### TASK DIRECTIONS
Write down exactly the lines from the one below that has "Find the location of a particular element." to the end of the data, both ends included; the pictures should not appear in your copy.

═══ RECORD EXTRACTS ═══

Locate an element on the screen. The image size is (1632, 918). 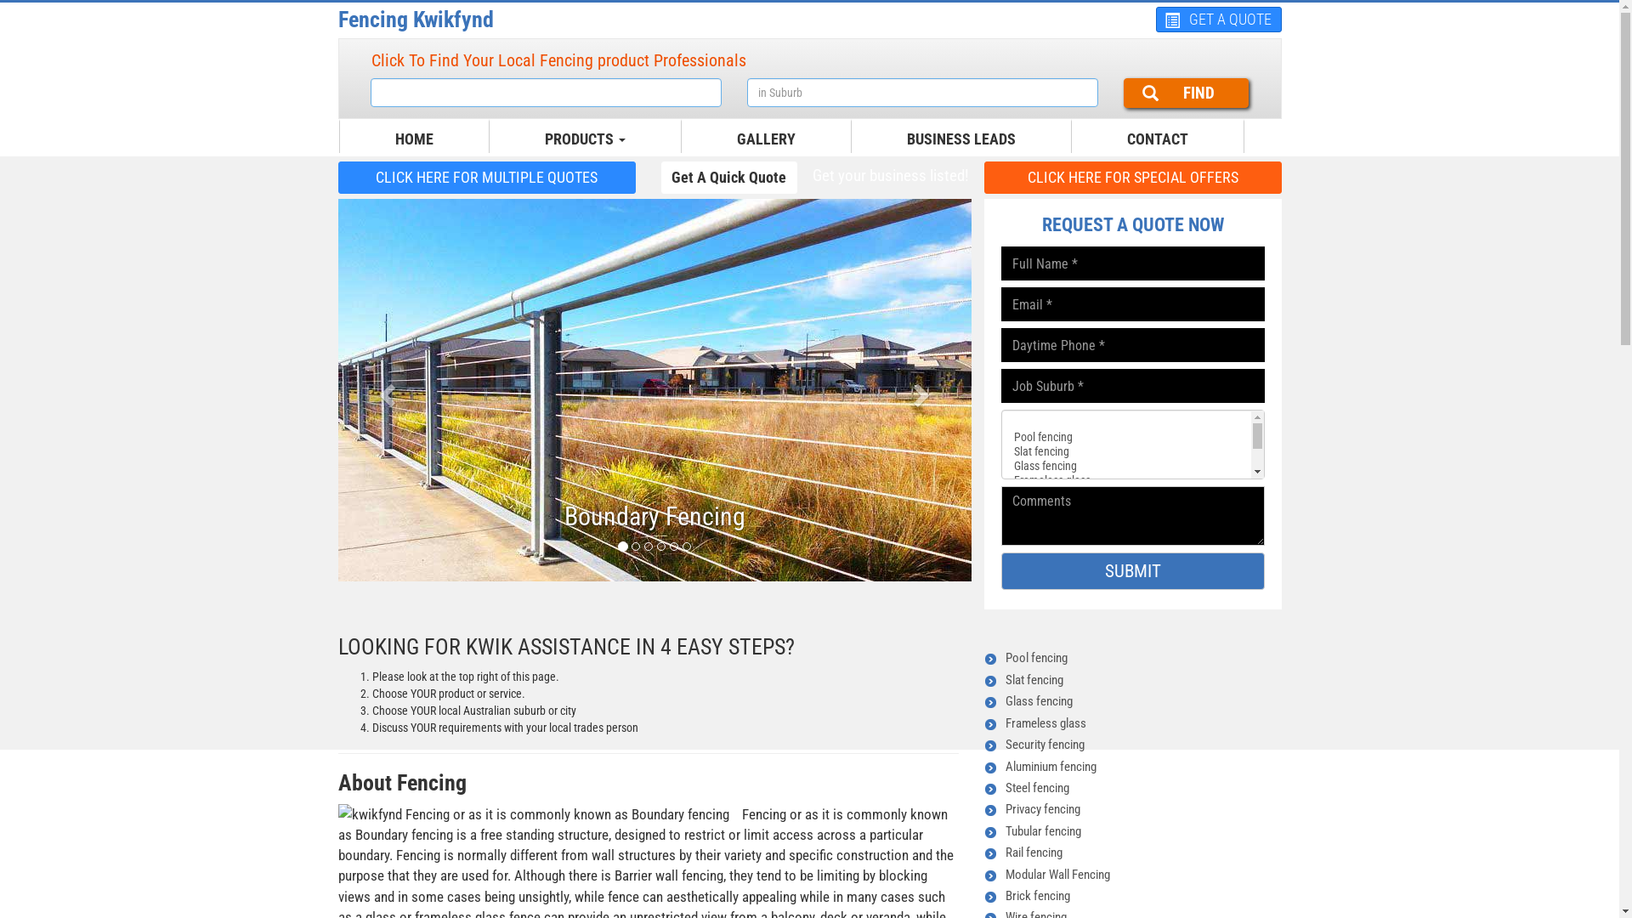
Fencing Kwikfynd is located at coordinates (417, 20).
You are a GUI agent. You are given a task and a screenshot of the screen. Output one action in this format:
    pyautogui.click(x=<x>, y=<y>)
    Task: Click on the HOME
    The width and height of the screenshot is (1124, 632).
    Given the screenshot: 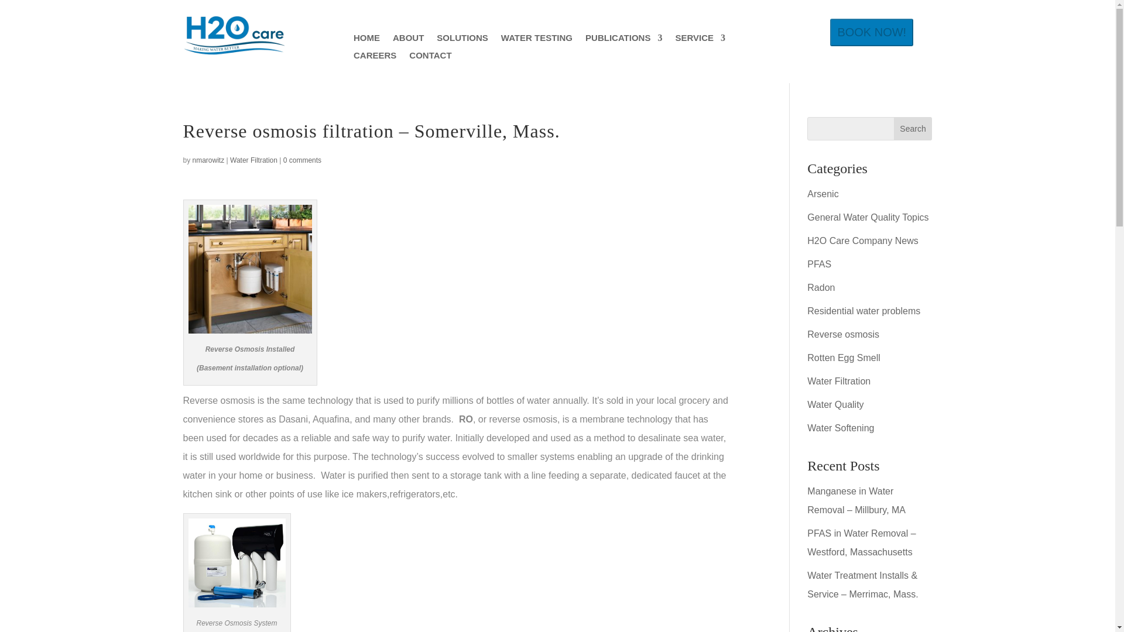 What is the action you would take?
    pyautogui.click(x=366, y=40)
    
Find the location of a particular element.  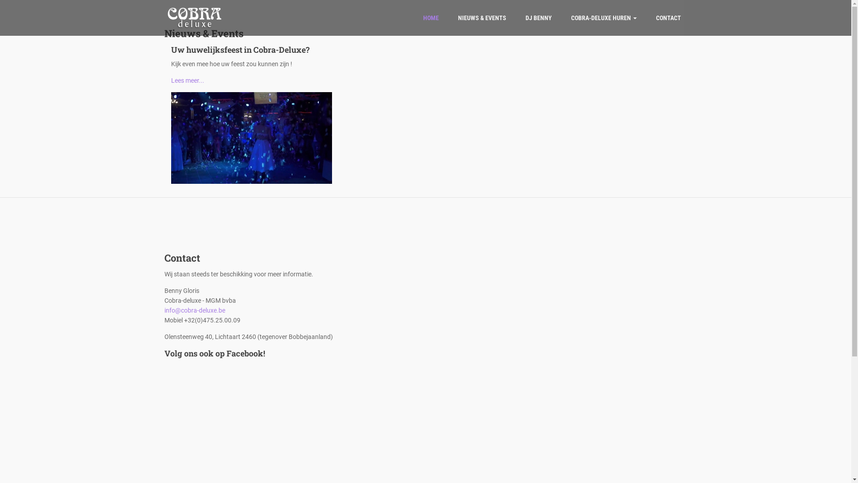

Lees verder "Uw huwelijksfeest in Cobra-Deluxe?" is located at coordinates (251, 137).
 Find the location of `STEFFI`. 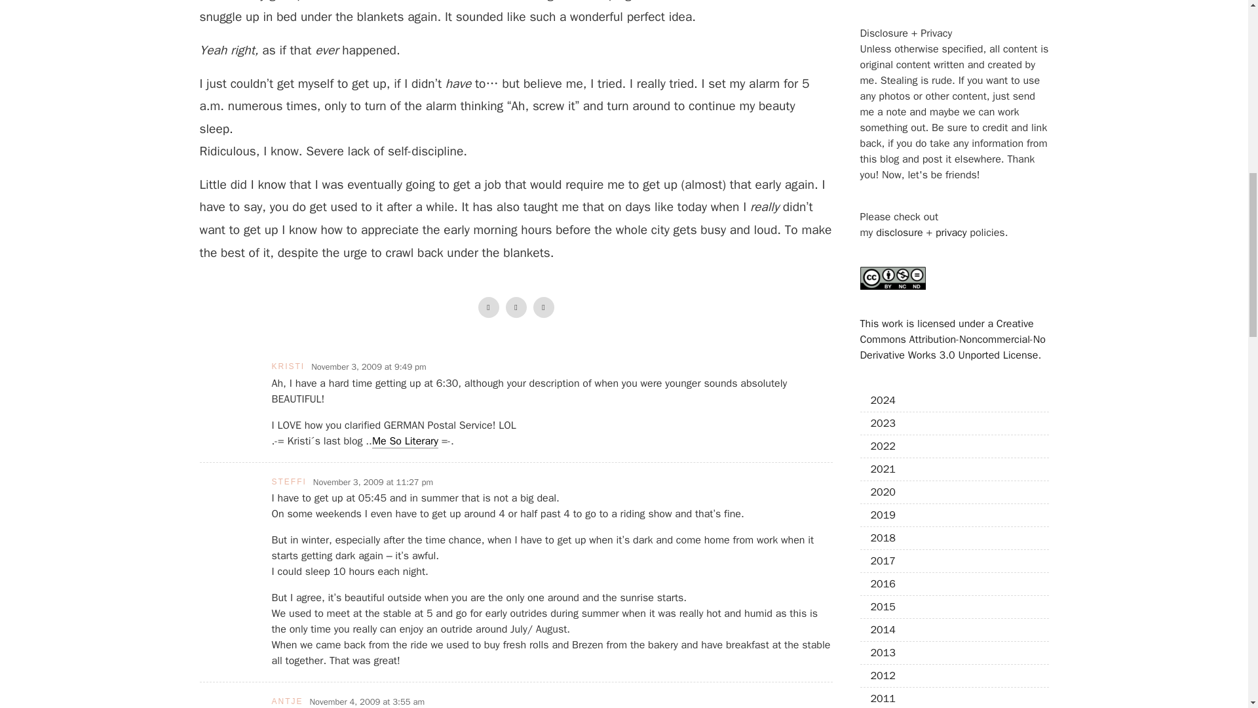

═══

### EXERCISE OUTPUT
Find the location of a particular element.  

Lees verder "Uw huwelijksfeest in Cobra-Deluxe?" is located at coordinates (251, 137).
 Find the location of `STEFFI`. 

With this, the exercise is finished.